My 2021 top 10!
- Imogen Bagnall
- Jan 17, 2022
- 3 min read
Updated: Jan 31, 2022
It was pretty hard to narrow down, but here are my top 10 reads of 2021 (I’m counting the Broken Earth Trilogy as one - even though I also technically only read books 2 and 3 in 2021... this is my blog let me be!) 2021 was a great reading year for me -- I hit my 50 book reading goal for the first time since 2018 and found many incredible books in the process. This is a list of the 10 that stood out to me with that little something extra.

✨ Annihilation — Jeff VanderMeer
This is one of those books that I feel truly changed me. I read it compulsively and with bated breath. I bought the rest of the Southern Reach Trilogy but will be very tempted to re-read this before continuing (despite remembering everything and not being generally fond of re-reading.) I can't wait to read more by VanderMeer!
✨ Boy Parts — Eliza Clark
Boy Parts revived a literary passion inside me. I love contemporary fiction and so was expecting to enjoy this, but this surpassed my expectations and pretty much destroyed me. Breathtaking.
✨ I Who Have Never Known Men — Jacqueline Harpman
I can't believe it took me this long to read such a foundational sf work. I can so clearly see its influences across feminist/dystopian sf today. A poignant and moving tale (which kept me company when recovering from my second vaccine!)
✨ Broken Earth Trilogy — N. K. Jemisin
I wrote my MA thesis centred upon this trilogy. So yeah, I guess you could say I liked it. Not even writing 20,000 words could turn me off this magnificent story. N. K. Jemisin is a star and I'm excited to pick up some of her other series.
✨ Drive Your Plow Over the Bones of the Dead — Olga Tokarczuk
This book was everything I dreamed it would be and more. It kept surprising me with the beauty of the writing, the tenderness and harshness. Reading this was truly an original experience.
✨ Open Water — Caleb Azumah Nelson
Open Water is an incredible debut. I read it quickly, without coming up for air. The prose is bold and poetic, and the characterisation is beautiful and raw without feeling cliché. A beautiful book which I'll be recommending to all.
✨ No One Is Talking About This — Patricia Lockwood
Now this one is something else. The structure of No One Is Talking About This is so smart; just when I thought I knew what this book was (and was enjoying it for that), Lockwood pulls the rug from underneath and quite suddenly I was somewhere else, enjoying it even more. The starkness between the two parts highlight the strengths in both, and altogether make for a unique and moving novel.
✨ Piranesi — Susanna Clarke
What more is there to say about Piranesi? I absolutely loved this book. It's such a skill for a novel to be so dazzlingly clever and yet so fun and easy to read. A hugely well-deserved winner of the Women's Prize; this one blew my mind and is still occupying my thoughts months later.
✨ Luster — Raven Leilani
I seem to never tire of a messy young female protagonist! This book is uncomfortable and darkly funny. I particularly liked the grotesquely beautiful descriptions of bodies and art.
✨ Animal — Lisa Taddeo
I loved Lisa Taddeo's Three Women, so was so excited for this. I found Animal tough to read at times, which is unusual for me. The violence is so visceral and the emotions are so raw that I found myself needing to take breaks. But I thought it was absolutely amazing and loved the exploration of female rage.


Work order = Each line of the data must be reproduced as it appears.

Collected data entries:
* * * * * * *

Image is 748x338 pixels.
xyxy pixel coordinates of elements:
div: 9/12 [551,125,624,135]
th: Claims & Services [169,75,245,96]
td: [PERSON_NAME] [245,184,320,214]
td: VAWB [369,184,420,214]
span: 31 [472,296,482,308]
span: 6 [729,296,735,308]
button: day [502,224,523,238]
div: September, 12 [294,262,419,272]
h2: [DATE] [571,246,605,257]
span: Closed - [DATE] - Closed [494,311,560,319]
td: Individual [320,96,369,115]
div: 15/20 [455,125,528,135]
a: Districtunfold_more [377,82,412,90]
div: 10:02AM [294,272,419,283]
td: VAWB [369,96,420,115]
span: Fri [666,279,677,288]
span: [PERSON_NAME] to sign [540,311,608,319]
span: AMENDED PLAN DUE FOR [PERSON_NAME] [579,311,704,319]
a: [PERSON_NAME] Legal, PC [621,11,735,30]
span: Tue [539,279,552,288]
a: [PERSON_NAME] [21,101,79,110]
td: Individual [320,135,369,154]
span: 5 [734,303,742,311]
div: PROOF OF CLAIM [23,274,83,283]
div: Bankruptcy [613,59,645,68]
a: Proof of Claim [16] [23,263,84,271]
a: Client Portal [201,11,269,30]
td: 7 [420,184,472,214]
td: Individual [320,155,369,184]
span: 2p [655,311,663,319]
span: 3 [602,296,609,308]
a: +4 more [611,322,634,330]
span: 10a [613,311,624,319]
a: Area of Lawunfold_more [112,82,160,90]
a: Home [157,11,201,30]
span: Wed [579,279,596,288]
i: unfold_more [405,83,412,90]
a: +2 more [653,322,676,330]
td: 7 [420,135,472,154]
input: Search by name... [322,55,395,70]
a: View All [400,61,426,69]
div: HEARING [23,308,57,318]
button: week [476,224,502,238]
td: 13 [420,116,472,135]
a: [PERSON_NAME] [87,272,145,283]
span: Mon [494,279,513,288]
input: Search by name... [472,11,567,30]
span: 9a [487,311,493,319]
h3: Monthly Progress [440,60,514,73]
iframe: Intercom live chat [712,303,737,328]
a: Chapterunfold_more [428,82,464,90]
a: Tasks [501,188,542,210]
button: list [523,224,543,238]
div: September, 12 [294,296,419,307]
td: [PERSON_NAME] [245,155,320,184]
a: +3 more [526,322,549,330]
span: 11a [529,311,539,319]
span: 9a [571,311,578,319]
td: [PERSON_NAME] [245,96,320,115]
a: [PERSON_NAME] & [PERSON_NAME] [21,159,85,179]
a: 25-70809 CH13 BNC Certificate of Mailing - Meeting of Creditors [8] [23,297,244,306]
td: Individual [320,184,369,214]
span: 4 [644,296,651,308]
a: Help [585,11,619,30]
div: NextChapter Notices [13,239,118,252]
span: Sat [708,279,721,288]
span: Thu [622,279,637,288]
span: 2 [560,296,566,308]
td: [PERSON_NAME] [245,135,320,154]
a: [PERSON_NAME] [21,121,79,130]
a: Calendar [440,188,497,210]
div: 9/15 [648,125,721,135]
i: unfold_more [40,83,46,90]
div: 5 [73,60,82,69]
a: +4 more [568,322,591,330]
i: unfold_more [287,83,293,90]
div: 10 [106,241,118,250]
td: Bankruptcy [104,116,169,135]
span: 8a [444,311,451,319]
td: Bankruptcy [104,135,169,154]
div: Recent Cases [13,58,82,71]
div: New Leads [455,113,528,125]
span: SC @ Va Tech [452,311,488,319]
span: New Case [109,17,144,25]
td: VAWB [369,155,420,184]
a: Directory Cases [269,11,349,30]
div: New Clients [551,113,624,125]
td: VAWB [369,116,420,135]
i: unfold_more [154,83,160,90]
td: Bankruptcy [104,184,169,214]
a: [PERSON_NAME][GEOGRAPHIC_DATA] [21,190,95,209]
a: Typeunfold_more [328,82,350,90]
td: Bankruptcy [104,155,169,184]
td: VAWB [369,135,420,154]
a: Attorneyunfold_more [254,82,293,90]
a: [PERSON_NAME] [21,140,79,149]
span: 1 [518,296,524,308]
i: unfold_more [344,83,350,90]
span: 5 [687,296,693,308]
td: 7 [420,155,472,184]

* * * * * * *

Output =
Image is 748x338 pixels.
xyxy pixel coordinates of elements:
div: 9/12 [551,125,624,135]
th: Claims & Services [169,75,245,96]
td: [PERSON_NAME] [245,184,320,214]
td: VAWB [369,184,420,214]
span: 31 [472,296,482,308]
span: 6 [729,296,735,308]
button: day [502,224,523,238]
div: September, 12 [294,262,419,272]
h2: [DATE] [571,246,605,257]
span: Closed - [DATE] - Closed [494,311,560,319]
td: Individual [320,96,369,115]
div: 15/20 [455,125,528,135]
a: Districtunfold_more [377,82,412,90]
div: 10:02AM [294,272,419,283]
td: VAWB [369,96,420,115]
span: Fri [666,279,677,288]
span: [PERSON_NAME] to sign [540,311,608,319]
span: AMENDED PLAN DUE FOR [PERSON_NAME] [579,311,704,319]
a: [PERSON_NAME] Legal, PC [621,11,735,30]
span: Tue [539,279,552,288]
a: [PERSON_NAME] [21,101,79,110]
td: Individual [320,135,369,154]
span: 5 [734,303,742,311]
div: PROOF OF CLAIM [23,274,83,283]
div: Bankruptcy [613,59,645,68]
a: Proof of Claim [16] [23,263,84,271]
a: Client Portal [201,11,269,30]
td: 7 [420,184,472,214]
td: Individual [320,155,369,184]
span: 2p [655,311,663,319]
span: 3 [602,296,609,308]
a: +4 more [611,322,634,330]
span: 10a [613,311,624,319]
a: Area of Lawunfold_more [112,82,160,90]
a: Home [157,11,201,30]
span: Wed [579,279,596,288]
i: unfold_more [405,83,412,90]
a: +2 more [653,322,676,330]
td: 7 [420,135,472,154]
input: Search by name... [322,55,395,70]
a: View All [400,61,426,69]
div: HEARING [23,308,57,318]
button: week [476,224,502,238]
td: 13 [420,116,472,135]
a: [PERSON_NAME] [87,272,145,283]
span: Mon [494,279,513,288]
input: Search by name... [472,11,567,30]
span: 9a [487,311,493,319]
h3: Monthly Progress [440,60,514,73]
iframe: Intercom live chat [712,303,737,328]
a: Chapterunfold_more [428,82,464,90]
a: Tasks [501,188,542,210]
button: list [523,224,543,238]
div: September, 12 [294,296,419,307]
td: [PERSON_NAME] [245,155,320,184]
a: +3 more [526,322,549,330]
span: 11a [529,311,539,319]
span: 9a [571,311,578,319]
td: [PERSON_NAME] [245,96,320,115]
a: [PERSON_NAME] & [PERSON_NAME] [21,159,85,179]
a: 25-70809 CH13 BNC Certificate of Mailing - Meeting of Creditors [8] [23,297,244,306]
td: Individual [320,184,369,214]
span: 4 [644,296,651,308]
a: Help [585,11,619,30]
div: NextChapter Notices [13,239,118,252]
span: Sat [708,279,721,288]
span: Thu [622,279,637,288]
span: 2 [560,296,566,308]
td: [PERSON_NAME] [245,135,320,154]
a: [PERSON_NAME] [21,121,79,130]
a: Calendar [440,188,497,210]
div: 9/15 [648,125,721,135]
i: unfold_more [40,83,46,90]
div: 5 [73,60,82,69]
a: +4 more [568,322,591,330]
i: unfold_more [287,83,293,90]
div: 10 [106,241,118,250]
td: Bankruptcy [104,116,169,135]
span: 8a [444,311,451,319]
td: Bankruptcy [104,135,169,154]
div: Recent Cases [13,58,82,71]
div: New Leads [455,113,528,125]
span: SC @ Va Tech [452,311,488,319]
span: New Case [109,17,144,25]
td: VAWB [369,155,420,184]
a: Directory Cases [269,11,349,30]
div: New Clients [551,113,624,125]
td: VAWB [369,116,420,135]
i: unfold_more [154,83,160,90]
td: Bankruptcy [104,184,169,214]
a: [PERSON_NAME][GEOGRAPHIC_DATA] [21,190,95,209]
a: Typeunfold_more [328,82,350,90]
td: Bankruptcy [104,155,169,184]
td: VAWB [369,135,420,154]
a: Attorneyunfold_more [254,82,293,90]
a: [PERSON_NAME] [21,140,79,149]
span: 1 [518,296,524,308]
i: unfold_more [344,83,350,90]
span: 5 [687,296,693,308]
td: 7 [420,155,472,184]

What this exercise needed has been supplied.